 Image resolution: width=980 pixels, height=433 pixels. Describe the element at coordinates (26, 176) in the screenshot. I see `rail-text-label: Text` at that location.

--------------------------------

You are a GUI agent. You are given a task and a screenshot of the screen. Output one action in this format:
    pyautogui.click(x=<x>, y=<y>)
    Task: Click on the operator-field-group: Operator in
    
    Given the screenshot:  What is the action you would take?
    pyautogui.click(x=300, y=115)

--------------------------------

> ABOUT THIS EXERCISE:
Write out, from the lines above, only those from the line with "You are a GUI" to the line with "Task: Click on", exactly as given, including the first and the last.

> YOUR SOLUTION:
You are a GUI agent. You are given a task and a screenshot of the screen. Output one action in this format:
    pyautogui.click(x=<x>, y=<y>)
    Task: Click on the operator-field-group: Operator in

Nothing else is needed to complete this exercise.